The UN World Health Organisation (WHO) and the Stop TB Partnership have launched a $2.15 billion two-year programme to save over 100,000 lives.
Sources told Business Recorder that the new initiative lays out steps to prevent, treat and control drug-resistant tuberculosis (XDR-TB) and multi-drug-resistant tuberculosis (MDR-TB).
If fully implemented, the plan, which sets out measures to allow laboratories in countries with high levels of the disease to increase their detection of MDR-TB cases, will lead to a ten-fold surge in the number of XDR-TB and MDR-TB patients who will be treated and cured under WHO guidelines.
According to them, the programme also underscores the urgency with which basic tuberculosis control and investment in crucial areas such as bolstering diagnostic laboratories, increasing infection control and surveillance and stepping up funding for research are needed.
According to a message received here, WHO Director-General Margaret Chan said that XDR-TB is a threat to the security and stability of global health. This response plan identifies costs, milestones and priorities for health services that will continue to have an impact beyond its two-year time line, he added.
According to sources, the plan, called the Global MDR-TB and XDR-TB Response Plan 2007-2008, also jumpstarts efforts towards reaching a 2015 goal of providing access to drugs and testing to all patients affected by these two disease types, potentially rescuing the lives of 1.2 million people.
XDR-TB first came to the world's attention in March 2006 when researchers reported that emerging global threat posed by highly-resistant strains of the disease, and six months later, there was a spate of cases resulting in over 50 deaths of "virtually untreatable" cases in an area of South Africa with a high prevalence of HIV.
It may be mentioned that last month, an air passenger from the United States infected with XDR-TB heightened concerns about the tuberculosis epidemic. "We have sounded the alarm on the potential for an untreatable XDR-TB epidemic," said Mario Raviglione, Director of the WHO Stop TB Department. The initiative is an ambitious one and must be "fully supported if we are to keep a stranglehold on drug-resistant TB, he added.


- INSTRUCTIONS FOR THE TASK -
Count the lines below that contain the word "name", and reply with only that number.

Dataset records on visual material
= = = = = = =

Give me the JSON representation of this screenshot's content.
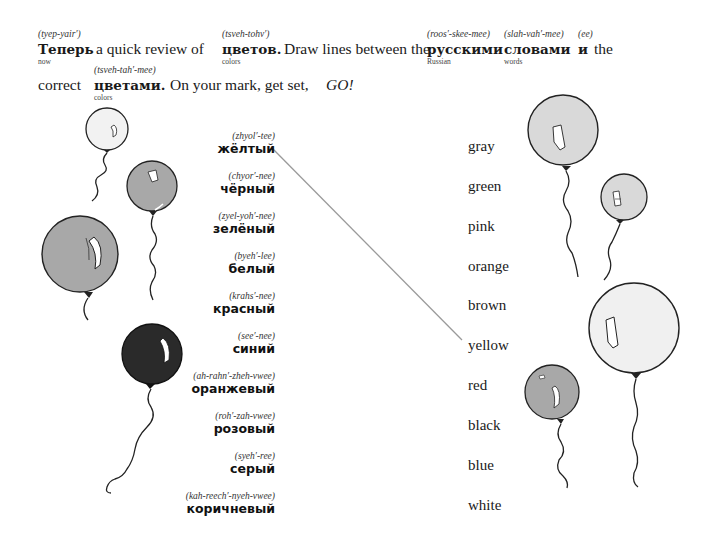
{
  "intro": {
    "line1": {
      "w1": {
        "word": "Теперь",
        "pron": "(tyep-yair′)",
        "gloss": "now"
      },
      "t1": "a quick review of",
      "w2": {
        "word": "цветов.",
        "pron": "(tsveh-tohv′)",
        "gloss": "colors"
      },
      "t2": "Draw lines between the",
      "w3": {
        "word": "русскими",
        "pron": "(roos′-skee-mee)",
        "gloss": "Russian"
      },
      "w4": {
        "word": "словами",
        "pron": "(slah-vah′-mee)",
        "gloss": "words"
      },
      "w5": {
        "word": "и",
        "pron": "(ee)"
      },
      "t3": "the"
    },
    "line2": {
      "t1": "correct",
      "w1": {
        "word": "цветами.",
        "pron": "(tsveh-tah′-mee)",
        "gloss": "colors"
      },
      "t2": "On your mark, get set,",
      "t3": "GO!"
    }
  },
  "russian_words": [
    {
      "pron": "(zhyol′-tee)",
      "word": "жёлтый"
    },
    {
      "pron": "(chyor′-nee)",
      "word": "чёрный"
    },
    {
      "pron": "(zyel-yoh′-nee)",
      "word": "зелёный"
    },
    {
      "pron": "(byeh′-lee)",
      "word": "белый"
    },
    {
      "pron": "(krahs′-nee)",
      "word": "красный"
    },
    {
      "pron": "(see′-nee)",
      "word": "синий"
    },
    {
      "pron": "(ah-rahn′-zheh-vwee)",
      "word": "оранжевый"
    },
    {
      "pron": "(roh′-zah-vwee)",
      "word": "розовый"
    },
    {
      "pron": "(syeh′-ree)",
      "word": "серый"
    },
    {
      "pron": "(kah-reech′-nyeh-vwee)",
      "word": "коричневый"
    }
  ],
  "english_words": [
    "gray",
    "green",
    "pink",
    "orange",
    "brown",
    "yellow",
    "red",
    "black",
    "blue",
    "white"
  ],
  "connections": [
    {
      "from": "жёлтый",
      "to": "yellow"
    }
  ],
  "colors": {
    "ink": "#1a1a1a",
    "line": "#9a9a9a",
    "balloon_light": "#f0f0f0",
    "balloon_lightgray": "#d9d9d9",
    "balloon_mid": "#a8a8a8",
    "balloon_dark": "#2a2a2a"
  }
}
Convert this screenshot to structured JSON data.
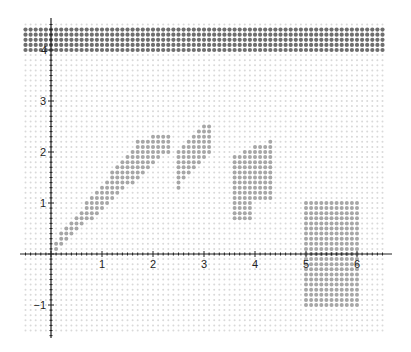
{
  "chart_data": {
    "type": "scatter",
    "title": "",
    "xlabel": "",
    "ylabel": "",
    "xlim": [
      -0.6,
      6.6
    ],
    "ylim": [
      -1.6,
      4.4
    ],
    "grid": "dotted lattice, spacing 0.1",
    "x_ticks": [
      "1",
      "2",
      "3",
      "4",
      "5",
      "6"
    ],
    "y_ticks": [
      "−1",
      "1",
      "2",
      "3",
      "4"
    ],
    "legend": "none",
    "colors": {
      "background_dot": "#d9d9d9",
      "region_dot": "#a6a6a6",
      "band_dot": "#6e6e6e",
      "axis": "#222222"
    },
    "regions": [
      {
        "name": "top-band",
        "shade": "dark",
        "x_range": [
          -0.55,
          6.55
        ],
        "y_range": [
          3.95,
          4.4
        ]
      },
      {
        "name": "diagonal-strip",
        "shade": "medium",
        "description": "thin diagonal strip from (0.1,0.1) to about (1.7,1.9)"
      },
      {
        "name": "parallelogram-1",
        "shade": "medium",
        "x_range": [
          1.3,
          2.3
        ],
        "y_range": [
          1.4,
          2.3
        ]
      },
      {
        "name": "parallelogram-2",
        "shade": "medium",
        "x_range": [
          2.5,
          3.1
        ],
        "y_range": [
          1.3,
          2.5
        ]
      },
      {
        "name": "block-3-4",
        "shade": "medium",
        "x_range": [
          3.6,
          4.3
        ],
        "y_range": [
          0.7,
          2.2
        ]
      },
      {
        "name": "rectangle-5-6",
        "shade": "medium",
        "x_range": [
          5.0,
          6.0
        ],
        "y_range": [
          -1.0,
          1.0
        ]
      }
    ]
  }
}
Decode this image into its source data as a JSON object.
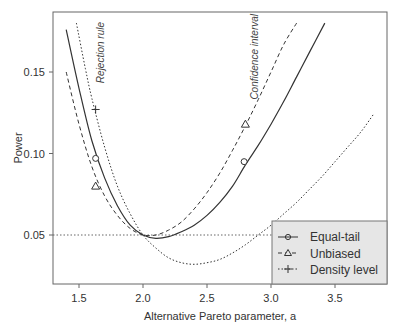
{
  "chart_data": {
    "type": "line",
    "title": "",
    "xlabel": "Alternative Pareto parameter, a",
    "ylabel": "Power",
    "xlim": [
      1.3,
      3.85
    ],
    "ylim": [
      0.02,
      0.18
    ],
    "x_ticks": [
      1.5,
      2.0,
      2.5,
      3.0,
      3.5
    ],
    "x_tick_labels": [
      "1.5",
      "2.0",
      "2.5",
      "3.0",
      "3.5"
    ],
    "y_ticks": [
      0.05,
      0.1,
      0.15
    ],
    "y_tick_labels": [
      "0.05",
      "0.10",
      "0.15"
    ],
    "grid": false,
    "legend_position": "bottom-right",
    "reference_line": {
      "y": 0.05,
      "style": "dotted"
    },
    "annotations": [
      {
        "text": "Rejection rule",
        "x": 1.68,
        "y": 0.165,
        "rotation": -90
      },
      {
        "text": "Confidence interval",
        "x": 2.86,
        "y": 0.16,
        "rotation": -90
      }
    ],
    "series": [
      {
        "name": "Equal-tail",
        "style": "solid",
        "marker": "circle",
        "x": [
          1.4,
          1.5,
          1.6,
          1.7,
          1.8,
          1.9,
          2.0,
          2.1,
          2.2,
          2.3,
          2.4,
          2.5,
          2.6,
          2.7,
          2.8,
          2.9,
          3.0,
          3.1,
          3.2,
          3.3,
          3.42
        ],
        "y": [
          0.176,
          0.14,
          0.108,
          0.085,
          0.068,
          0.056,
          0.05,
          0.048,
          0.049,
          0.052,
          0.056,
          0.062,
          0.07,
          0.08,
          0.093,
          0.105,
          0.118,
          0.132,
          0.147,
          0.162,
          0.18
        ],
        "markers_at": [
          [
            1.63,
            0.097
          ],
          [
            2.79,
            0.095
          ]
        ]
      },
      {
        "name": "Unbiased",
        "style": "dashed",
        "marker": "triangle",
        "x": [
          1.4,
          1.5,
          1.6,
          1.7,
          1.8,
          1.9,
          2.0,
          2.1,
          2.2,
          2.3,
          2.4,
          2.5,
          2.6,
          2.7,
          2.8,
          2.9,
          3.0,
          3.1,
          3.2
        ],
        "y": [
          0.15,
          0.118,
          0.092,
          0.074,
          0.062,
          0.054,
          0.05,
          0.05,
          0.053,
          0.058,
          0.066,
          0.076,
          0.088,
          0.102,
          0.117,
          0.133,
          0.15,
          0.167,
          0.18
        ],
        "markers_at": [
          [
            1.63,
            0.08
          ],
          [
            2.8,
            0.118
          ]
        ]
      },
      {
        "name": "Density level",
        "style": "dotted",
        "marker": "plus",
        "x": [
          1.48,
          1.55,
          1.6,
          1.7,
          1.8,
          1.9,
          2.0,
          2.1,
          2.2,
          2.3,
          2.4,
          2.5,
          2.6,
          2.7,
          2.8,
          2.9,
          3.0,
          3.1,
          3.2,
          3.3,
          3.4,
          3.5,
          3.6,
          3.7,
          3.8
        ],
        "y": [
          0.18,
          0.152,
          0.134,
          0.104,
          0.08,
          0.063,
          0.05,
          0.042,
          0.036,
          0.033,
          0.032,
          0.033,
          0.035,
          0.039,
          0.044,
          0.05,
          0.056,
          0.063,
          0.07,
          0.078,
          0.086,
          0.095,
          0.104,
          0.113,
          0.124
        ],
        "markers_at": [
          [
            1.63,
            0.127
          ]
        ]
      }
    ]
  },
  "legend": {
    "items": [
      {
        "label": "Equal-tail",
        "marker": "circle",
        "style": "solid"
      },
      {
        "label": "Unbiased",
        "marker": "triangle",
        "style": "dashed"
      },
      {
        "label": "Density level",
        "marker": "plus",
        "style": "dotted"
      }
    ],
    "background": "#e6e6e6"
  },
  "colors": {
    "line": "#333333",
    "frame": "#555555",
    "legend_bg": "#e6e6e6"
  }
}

= = = = = = =

- EXERCISE SOLUTION -
9